**WHAT THIS TASK INVOLVES**. Word for word, transcribe the material below from its first line to the line with "The image size is (1060, 597).", both included.

**DATASET ENTRIES**.

########################################

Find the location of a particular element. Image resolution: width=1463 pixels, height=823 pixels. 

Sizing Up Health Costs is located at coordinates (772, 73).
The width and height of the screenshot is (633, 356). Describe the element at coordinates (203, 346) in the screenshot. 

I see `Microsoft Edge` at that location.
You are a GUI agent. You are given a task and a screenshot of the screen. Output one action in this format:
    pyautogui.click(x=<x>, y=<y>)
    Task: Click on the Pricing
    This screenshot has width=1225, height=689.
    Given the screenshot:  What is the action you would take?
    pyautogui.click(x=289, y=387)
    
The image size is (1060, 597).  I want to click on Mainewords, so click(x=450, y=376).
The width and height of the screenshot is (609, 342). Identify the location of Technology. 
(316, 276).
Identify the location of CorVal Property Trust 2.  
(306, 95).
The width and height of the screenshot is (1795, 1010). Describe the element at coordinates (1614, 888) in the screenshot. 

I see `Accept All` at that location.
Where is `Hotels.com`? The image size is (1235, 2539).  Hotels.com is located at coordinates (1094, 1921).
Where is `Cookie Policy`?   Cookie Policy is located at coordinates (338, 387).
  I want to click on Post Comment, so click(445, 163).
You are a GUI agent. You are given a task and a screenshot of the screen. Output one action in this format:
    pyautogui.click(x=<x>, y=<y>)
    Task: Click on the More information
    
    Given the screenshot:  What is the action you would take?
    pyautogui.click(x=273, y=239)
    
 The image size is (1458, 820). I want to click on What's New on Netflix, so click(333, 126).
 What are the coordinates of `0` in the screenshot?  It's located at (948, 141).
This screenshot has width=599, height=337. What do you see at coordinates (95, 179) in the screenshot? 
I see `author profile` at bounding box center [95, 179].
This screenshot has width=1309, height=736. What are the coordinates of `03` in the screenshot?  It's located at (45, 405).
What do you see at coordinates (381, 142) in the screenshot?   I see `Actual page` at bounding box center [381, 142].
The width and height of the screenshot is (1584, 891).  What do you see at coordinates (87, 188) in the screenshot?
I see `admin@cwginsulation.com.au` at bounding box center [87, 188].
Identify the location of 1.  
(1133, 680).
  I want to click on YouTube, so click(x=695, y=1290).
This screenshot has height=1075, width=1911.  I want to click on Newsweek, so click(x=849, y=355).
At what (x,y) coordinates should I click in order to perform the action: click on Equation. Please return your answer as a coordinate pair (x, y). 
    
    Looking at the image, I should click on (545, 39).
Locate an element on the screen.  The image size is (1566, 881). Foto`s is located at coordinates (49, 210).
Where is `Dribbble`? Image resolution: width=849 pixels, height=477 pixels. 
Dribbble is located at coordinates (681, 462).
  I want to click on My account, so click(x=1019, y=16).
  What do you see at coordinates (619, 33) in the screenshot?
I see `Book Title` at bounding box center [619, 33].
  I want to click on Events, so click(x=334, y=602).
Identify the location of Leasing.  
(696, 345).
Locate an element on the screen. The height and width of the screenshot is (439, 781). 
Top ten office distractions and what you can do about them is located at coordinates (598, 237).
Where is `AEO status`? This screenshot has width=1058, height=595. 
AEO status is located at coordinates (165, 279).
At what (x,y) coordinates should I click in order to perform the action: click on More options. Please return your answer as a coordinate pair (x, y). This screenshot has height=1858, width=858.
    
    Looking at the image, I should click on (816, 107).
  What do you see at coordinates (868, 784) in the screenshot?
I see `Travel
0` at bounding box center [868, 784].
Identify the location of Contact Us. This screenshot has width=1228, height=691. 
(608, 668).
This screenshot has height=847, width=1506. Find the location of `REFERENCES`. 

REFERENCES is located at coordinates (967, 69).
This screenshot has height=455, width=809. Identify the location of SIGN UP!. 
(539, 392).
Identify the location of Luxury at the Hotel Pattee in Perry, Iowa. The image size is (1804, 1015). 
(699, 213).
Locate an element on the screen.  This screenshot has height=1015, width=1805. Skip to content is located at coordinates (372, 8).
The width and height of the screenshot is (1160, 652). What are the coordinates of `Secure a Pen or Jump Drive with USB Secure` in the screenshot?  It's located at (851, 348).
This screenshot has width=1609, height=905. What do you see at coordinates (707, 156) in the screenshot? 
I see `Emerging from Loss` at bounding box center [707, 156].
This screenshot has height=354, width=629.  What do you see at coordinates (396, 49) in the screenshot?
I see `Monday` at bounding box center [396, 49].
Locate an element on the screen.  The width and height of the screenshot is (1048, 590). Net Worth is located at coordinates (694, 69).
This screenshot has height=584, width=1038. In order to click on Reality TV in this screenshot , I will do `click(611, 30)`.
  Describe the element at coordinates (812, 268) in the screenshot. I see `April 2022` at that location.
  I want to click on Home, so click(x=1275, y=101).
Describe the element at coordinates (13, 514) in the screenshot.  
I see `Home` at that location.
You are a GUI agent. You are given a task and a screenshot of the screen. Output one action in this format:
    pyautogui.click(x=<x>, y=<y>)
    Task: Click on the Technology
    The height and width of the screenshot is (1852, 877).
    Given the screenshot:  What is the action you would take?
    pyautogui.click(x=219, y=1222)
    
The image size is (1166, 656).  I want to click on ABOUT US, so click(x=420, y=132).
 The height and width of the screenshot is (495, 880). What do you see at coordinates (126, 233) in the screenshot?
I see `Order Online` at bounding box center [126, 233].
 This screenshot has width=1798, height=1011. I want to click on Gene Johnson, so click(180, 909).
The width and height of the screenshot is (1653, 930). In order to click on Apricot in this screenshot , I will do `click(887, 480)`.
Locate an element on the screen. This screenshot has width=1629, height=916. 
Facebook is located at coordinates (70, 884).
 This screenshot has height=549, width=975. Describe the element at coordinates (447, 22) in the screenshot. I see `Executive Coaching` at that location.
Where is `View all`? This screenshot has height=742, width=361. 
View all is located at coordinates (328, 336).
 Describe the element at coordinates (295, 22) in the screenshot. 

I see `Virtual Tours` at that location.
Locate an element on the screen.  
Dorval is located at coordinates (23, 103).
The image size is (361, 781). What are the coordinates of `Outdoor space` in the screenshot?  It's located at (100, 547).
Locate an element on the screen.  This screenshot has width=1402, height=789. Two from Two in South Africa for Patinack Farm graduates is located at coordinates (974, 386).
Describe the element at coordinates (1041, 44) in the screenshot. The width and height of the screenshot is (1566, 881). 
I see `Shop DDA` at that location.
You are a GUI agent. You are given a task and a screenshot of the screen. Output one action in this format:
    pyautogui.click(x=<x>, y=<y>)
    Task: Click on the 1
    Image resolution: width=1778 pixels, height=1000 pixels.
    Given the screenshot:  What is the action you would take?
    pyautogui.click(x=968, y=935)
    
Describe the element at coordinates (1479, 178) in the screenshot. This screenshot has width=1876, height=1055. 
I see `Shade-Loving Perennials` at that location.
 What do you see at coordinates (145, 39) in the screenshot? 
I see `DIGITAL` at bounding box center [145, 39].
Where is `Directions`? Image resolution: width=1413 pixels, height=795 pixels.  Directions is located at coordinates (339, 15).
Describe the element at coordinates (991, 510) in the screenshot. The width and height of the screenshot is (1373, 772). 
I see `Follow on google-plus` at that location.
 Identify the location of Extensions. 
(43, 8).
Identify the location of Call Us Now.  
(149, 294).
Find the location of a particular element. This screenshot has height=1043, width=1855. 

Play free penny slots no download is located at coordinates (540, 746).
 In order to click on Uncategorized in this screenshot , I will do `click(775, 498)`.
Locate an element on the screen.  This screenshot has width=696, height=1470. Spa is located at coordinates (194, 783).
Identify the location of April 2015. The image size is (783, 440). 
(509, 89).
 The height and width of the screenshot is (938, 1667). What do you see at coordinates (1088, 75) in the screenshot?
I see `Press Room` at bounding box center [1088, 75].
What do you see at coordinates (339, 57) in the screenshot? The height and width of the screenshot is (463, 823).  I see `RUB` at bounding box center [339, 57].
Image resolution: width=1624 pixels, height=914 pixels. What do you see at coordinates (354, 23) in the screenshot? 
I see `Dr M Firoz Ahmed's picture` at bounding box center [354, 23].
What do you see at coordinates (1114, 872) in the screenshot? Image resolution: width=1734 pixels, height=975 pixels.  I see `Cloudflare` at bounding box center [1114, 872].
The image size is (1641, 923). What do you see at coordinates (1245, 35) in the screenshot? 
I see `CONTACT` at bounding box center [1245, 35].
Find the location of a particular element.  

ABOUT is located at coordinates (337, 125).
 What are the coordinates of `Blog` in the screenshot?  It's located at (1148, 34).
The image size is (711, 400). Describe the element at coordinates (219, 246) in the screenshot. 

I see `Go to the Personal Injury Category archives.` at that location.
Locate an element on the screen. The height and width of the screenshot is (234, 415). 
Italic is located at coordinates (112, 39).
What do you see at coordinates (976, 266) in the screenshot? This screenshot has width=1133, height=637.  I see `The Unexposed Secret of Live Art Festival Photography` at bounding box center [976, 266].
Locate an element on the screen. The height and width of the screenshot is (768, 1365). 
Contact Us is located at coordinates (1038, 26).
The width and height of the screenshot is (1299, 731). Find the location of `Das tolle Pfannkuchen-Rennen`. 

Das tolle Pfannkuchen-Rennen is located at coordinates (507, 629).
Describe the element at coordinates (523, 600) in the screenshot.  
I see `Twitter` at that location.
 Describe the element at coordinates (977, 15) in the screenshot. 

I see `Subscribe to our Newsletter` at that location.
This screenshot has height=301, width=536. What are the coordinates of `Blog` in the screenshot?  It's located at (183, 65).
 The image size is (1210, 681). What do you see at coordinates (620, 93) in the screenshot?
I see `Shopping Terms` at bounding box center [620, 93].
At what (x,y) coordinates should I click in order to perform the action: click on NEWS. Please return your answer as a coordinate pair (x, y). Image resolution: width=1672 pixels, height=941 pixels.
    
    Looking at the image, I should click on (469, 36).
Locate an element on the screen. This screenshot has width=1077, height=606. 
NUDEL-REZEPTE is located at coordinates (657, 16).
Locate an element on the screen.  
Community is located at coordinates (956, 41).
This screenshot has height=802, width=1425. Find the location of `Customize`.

########################################

**TASK ANSWER**.
Find the location of a particular element. Image resolution: width=1463 pixels, height=823 pixels. 

Sizing Up Health Costs is located at coordinates (772, 73).
The width and height of the screenshot is (633, 356). Describe the element at coordinates (203, 346) in the screenshot. 

I see `Microsoft Edge` at that location.
You are a GUI agent. You are given a task and a screenshot of the screen. Output one action in this format:
    pyautogui.click(x=<x>, y=<y>)
    Task: Click on the Pricing
    This screenshot has width=1225, height=689.
    Given the screenshot:  What is the action you would take?
    pyautogui.click(x=289, y=387)
    
The image size is (1060, 597).  I want to click on Mainewords, so click(x=450, y=376).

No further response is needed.